Eastern tribes are also finding it much harder to go further west to get out of the way of the US advance. The plains are already filled with still-powerful warlike tribes, and even the strongest and most warlike tribes from outside the areas are having trouble breaking in. The eastern tribes do have easier and more reliable access to guns and ammunition, which gives them an edge, but the plains, and especially the areas where farming is possible are already crowded. The idea of removing eastern Indians across the Mississippi is being tossed around, but is obviously less practical given the numbers and power of the plains tribes. 

The plains in 1825: People familiar with the Great Plains of our time-line would find this time-lines' version somewhat familiar in general outline, but very different in detail. In both time-lines there are buffalo-hunting, tipi-using nomads in the dry center of the Plains. The names and territories of these tribes are somewhat different than they were in our time-line, though most of the major nomadic tribes of our time-line have at least a toe-hold on the plains of this time-line. These are the people most non-Indians think of when they think of Indians. There are also more settled tribes in the fertile river valleys that extend into the plains, though most of those tribes go on extended buffalo hunts away from their villages too. Farming tribes like the Pawnees, Mandans, Hidatsa, Arikara, and others are still around, just as they were in our time-line.

The balance between those two groups is different than in our time-line though. In our time-line partly agricultural groups got hit much harder and earlier by smallpox than the nomadic tribes, and some, like the Mandan were essentially wiped out by it. In this time-line, those groups are still powerful and growing increasingly wary of the advancing frontier.

Spain, and now the new nation of Mexico are also wary of the advancing frontier. The Spanish have missions among the still-numerous Caddoan tribes of Texas. They are also trying to shore up their position against the Americans by allowing refugees from east of the Mississippi to settle on any fertile but sparsely occupied land. Several thousand Cherokees settle in Texas, as do some tribes that barely existed by 1825 in our time-line: the Natchez, Tunica, Biloxi, and Quapaw.

The nomads of the Great Plains also have a larger population than they did in our time-line. The population is putting a great deal of pressure on buffalo populations. Plains Indian wars are becoming more deadly as competition for food resources becomes more of a factor. Military tactics evolve rapidly.
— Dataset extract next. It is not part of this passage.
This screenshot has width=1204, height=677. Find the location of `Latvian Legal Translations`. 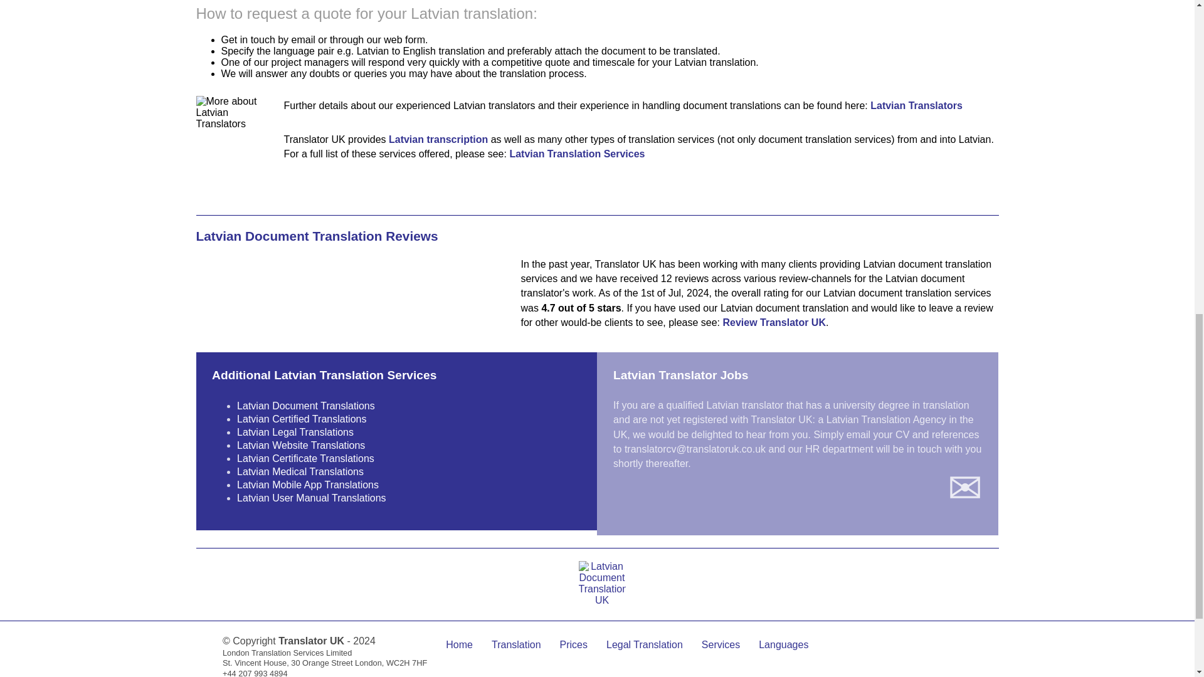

Eastern tribes being forced into the fringes of the plains have learned a great deal in over a century of conflict with settlers, and plains tribes are being forced to learn the new tactics in order to cope with the tribes being pushed toward their lands.
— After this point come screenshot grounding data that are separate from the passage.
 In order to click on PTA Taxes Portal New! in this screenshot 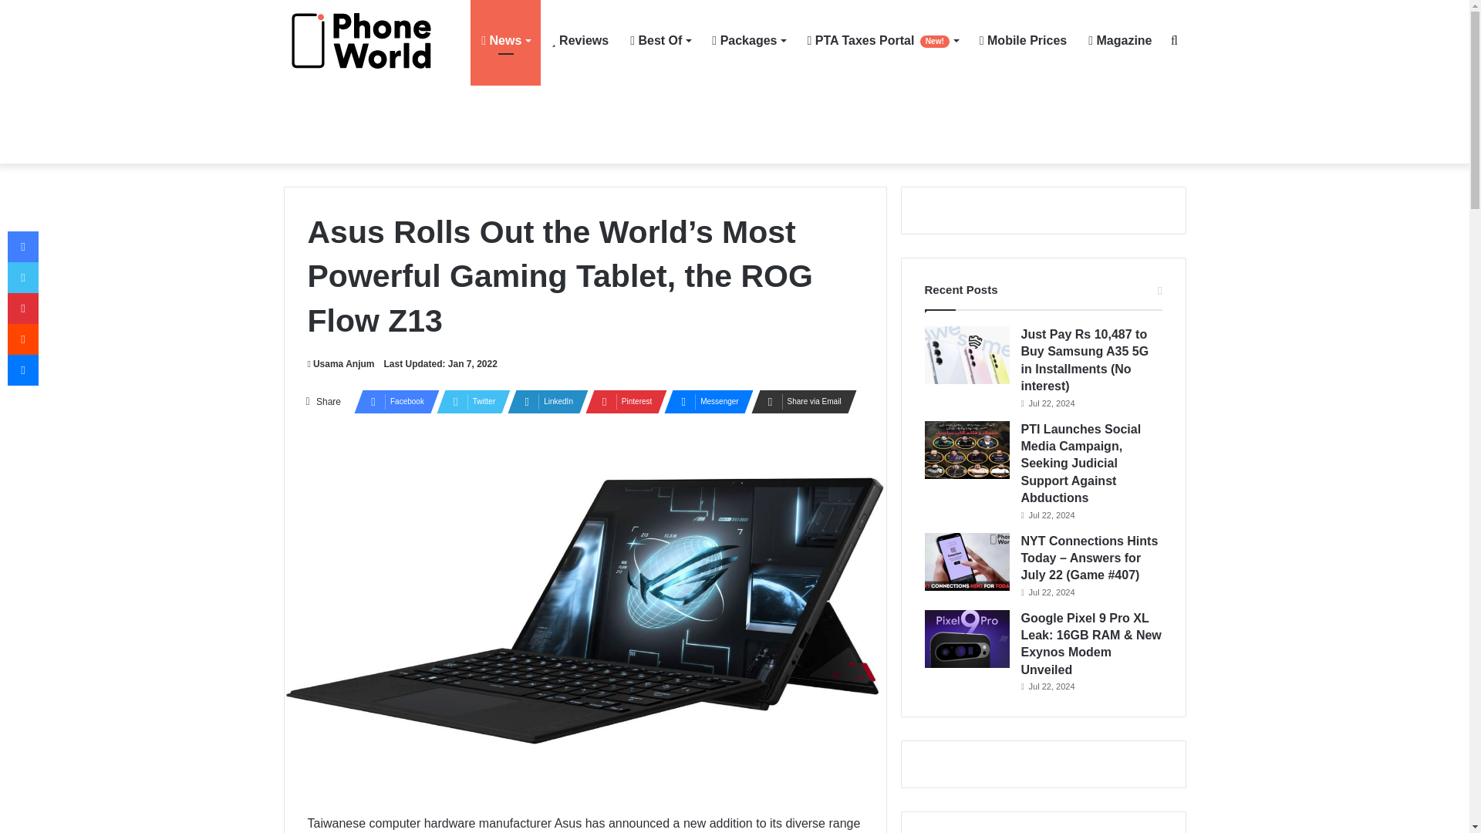, I will do `click(882, 40)`.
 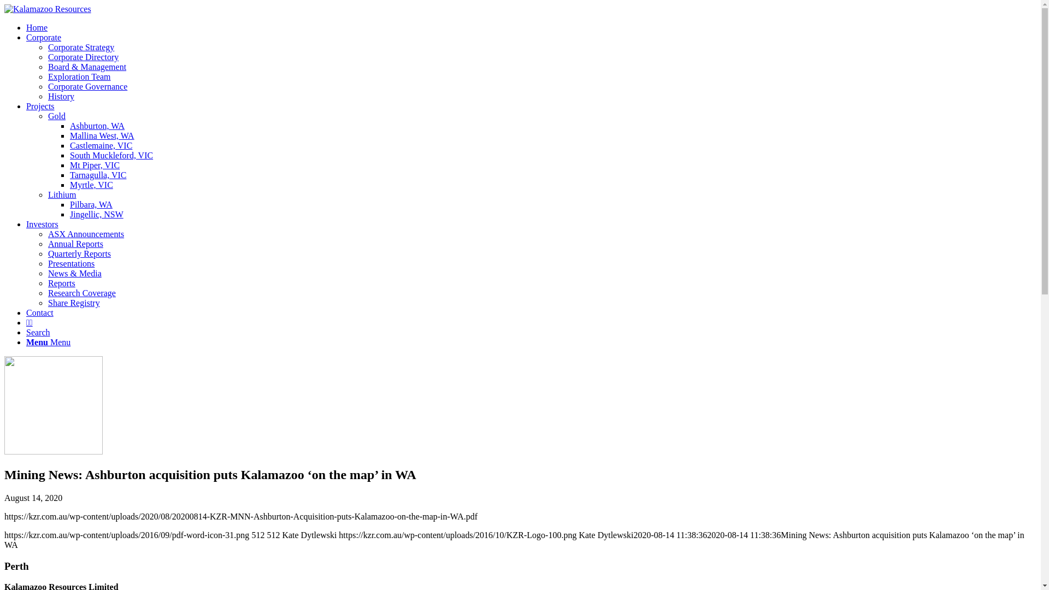 I want to click on Gold, so click(x=57, y=116).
So what happens when the frontier reaches the plains? Well things get far nastier than they did in our time-line. I doubt that the frontier's advance would stop, but the Indian wars would be much more serious and hard-fought. Other European diseases like mumps and measles would hit tribes hard, though nowhere near as hard as smallpox did in our time-line. Eventually railroads, mass slaughters of buffalo, and machine guns would bring the plains Indians under US control.
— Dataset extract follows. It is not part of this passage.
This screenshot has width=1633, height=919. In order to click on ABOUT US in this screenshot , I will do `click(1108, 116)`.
At the same time, the resulting country would be significantly different, with either a much higher proportion of Indians or a much larger number of Indians killed directly in military action. Either result changes the nature of parts of the country.  Imagine half a dozen tribes the size of the Navaho scattered around the plains, or Pueblo towns two or three times the size that they are in our timeline. The United States would still be roughly the same in basic outline, but there would be a strong Indian presence in a lot more states. Anti-Indian sentiment might be stronger in those regions than it is in our time-line. In other words this would not have a world-wide earthshaking impact, but one that would make a great deal of difference to individual tribes and regions.